Small Businesses Miss Out On Big Overseas Sales

Ex-Im Bank pushes effort to help small companies expand exports

AT the request of a Chinese company, Michael Wade, president of the China Trade Development Corporation of Chicago, recently tried to arrange the purchase of $25,000 of state-of-the-art manufacturing instrumentation from a small company in Bedford Park, Ill.

''No sale,'' the company said. The firm feared the overseas buyer wouldn't pay. But even if the firm had swallowed the risk, it would have imposed a 15 percent surcharge on the foreign transaction. Such cases happen ''over and over again,'' Wade says.

''I'm outraged when an American small business won't allow me to sell to a Chinese company that really wants to buy the good because I know the Chinese will pay very promptly,'' he says.

The Bedford Park company is like more than 100,000 small US manufacturers that don't export high-value, high-quality products because of the financial risks and their limited resources. As a result, these companies are passing up opportunities in a market with 1.2 billion people and double-digit economic growth.
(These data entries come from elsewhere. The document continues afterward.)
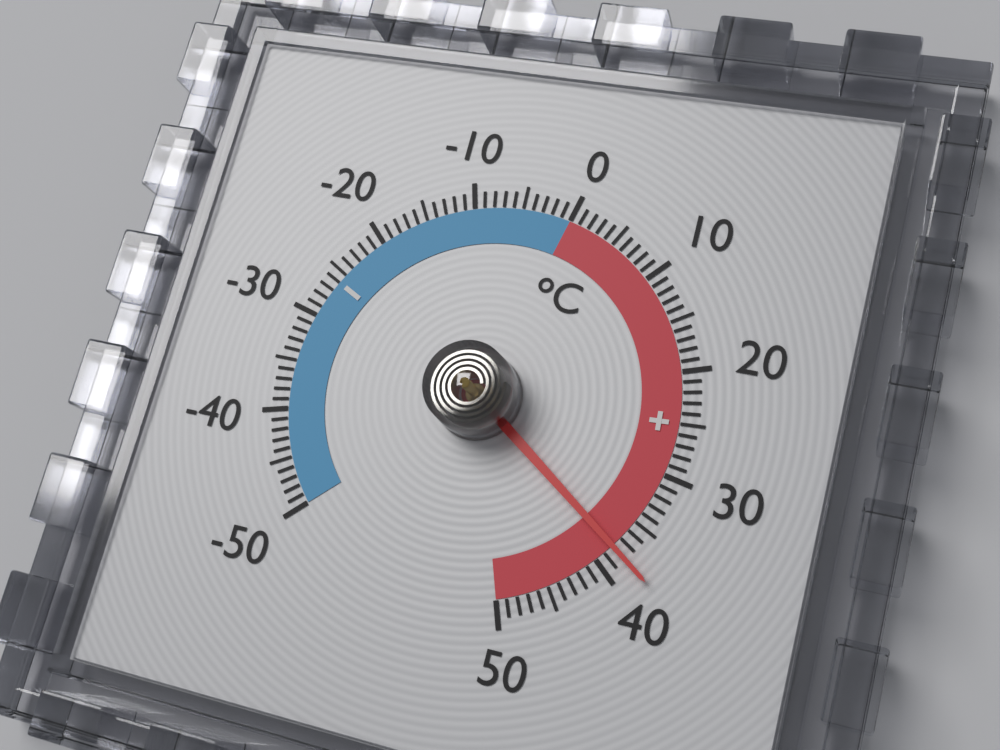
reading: 38 °C
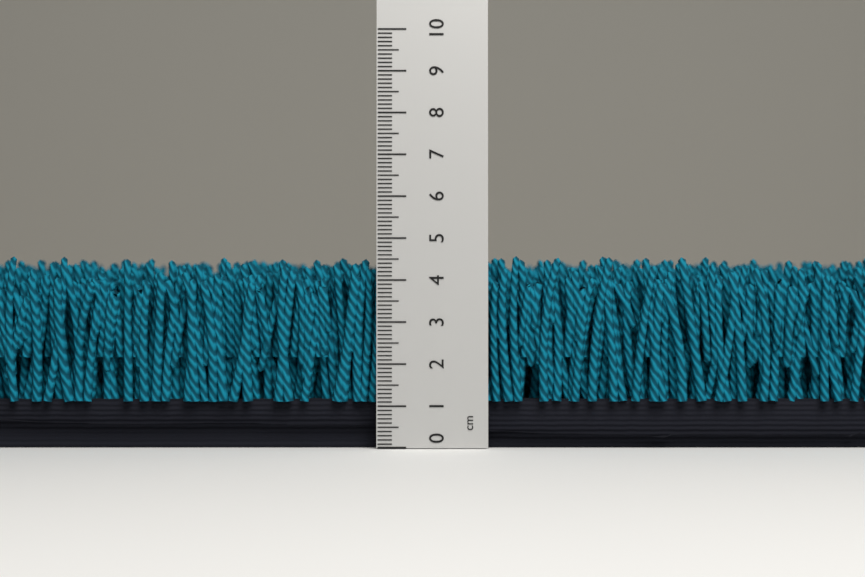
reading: 4.6 cm
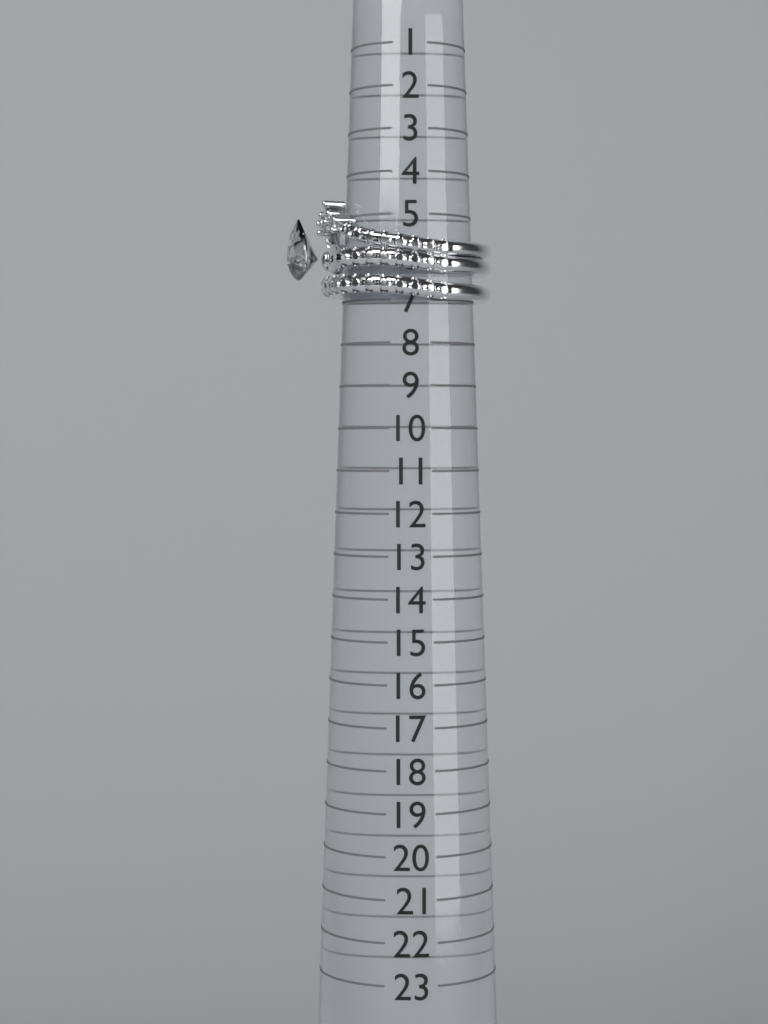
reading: 7 (no unit)
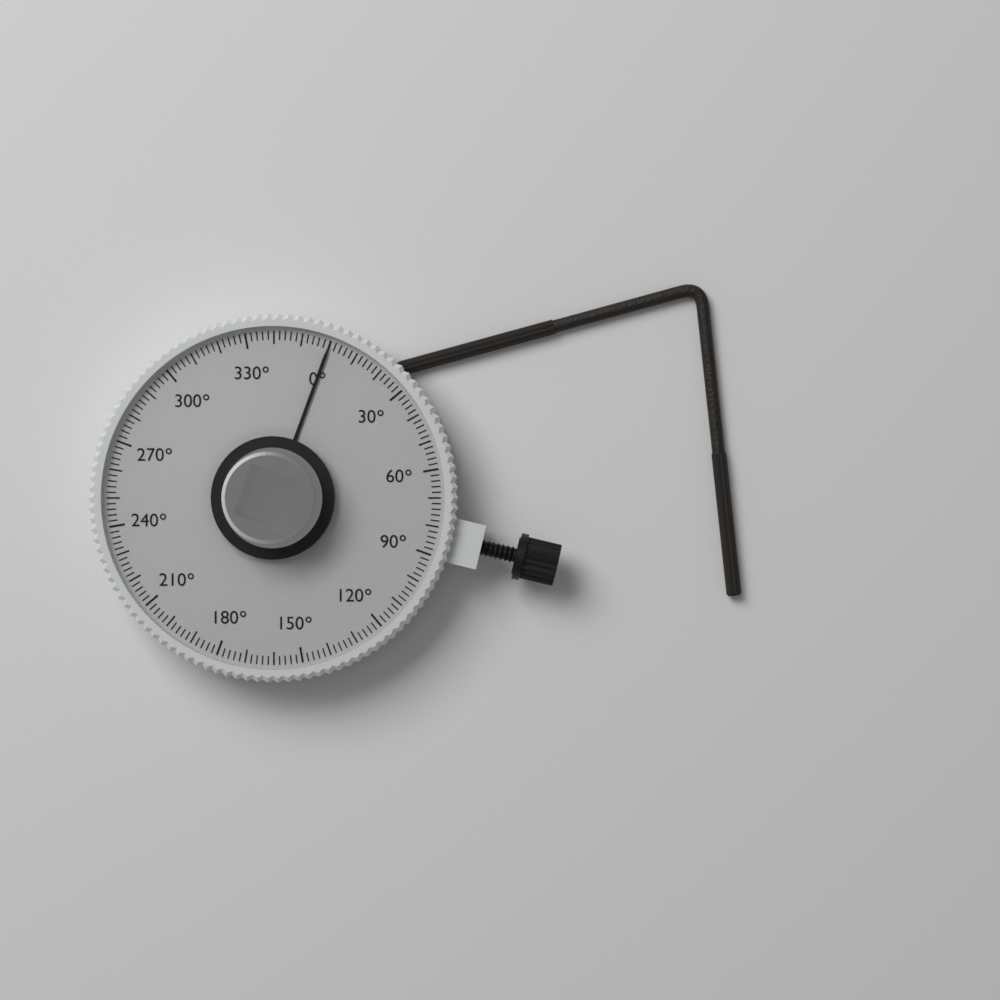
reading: 0 °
''If they got off the dime, they would be creating more employment opportunities, paying more in taxes, and boosting the economy,'' says Martin Duggan, executive director of the Small Business Exporters Association in Annandale, Va. ''We've got players who should be in the game and aren't, and it's costing our economy an awful lot.''

''Small and midsize businesses are the largest untapped source to expand US jobs and overseas markets,'' says Kenneth Brody, chairman of the Export-Import Bank, a federal agency.

The Clinton administration has made the grooming of small companies as exporters a key goal in its National Export Strategy. It has refashioned the Ex-Im Bank as a springboard for small businesses venturing overseas.

After years of serving mostly large exporters, the Ex-Im Bank under Mr. Brody has begun to reach out to small firms. It offers working capital loans to small businesses beginning to export. And it provides the sort of credit insurance that would have protected the Bedford Park company and its banks against default by the would-be foreign buyer.

The Ex-Im Bank since 1993 has streamlined its insurance programs and linked its loan program to one offered by the Small Business Administration. It has also opened a toll-free telephone number for exporters.

Still, ''there's much room for improvement,'' Mr. Duggan says. He notes that the paperwork required for gaining Ex-Im Bank support is still onerous.

''I agree, there is nothing worse than having to deal with paperwork,'' says Maria Haley, an Ex-Im director who oversees the program for small exporters. Still, the bank is trying to reduce required documentation while ensuring it gets enough information to lend with confidence.

Duggan says the level of trade finance by the bank is paltry compared with that of rival nations.

FOR example, the federal government provides export support at just 2.9 percent of the value of total exports. Other countries do far more: Germany, 5.7 percent; France, 23 percent; and Japan, 51 percent, according to a 1993 study.

But Haley notes that the US government has traditionally allowed commercial banks to handle a higher percentage of export finance than do US trade rivals.

Finally, some trade experts criticize the bank for still favoring large exporters.

''At the management level, Ex-Im is making an honest effort [to help small exporters], but it bogs down as you go down through the bureaucracy,'' says Duggan.

Haley says foot-dragging on helping small businesses is isolated and it is too early for the fruits from the effort to appear.

''The changes in the [export credit] insurance program have been tremendous and we are reaching a point where we are having a hard time servicing it mainly because the demand is so great,'' she says. Last year 76 percent of the credit insurance applications came from small businesses, up from 70 percent in 1993.

While the market in China is hot, the pitfalls of investing there -- corruption, political uncertainty, regionalism, cultural differences, and the spadework required for long-term profits -- help explain why China enjoys a $30 billion trade surplus with the United States, the experts say.

Most small companies lack the wherewithal to follow up initial exports with investment and other substantial commitments to overseas markets.

''China is a huge challenge for small companies,'' says Margaret MacLean, export promotion specialist with the Illinois Department of Commerce and Community Affairs.

Still, in recent years many small businesses have made the leap. ''A lot of small companies have emerged on the scene, smelling profits in China as bigger companies renew interest in China after the Tiananmen massacre,'' says Dan Martin at the US-China Business Council in Washington. ''It has given birth to a lot of niches that small companies perform in perfectly,'' Mr. Martin says.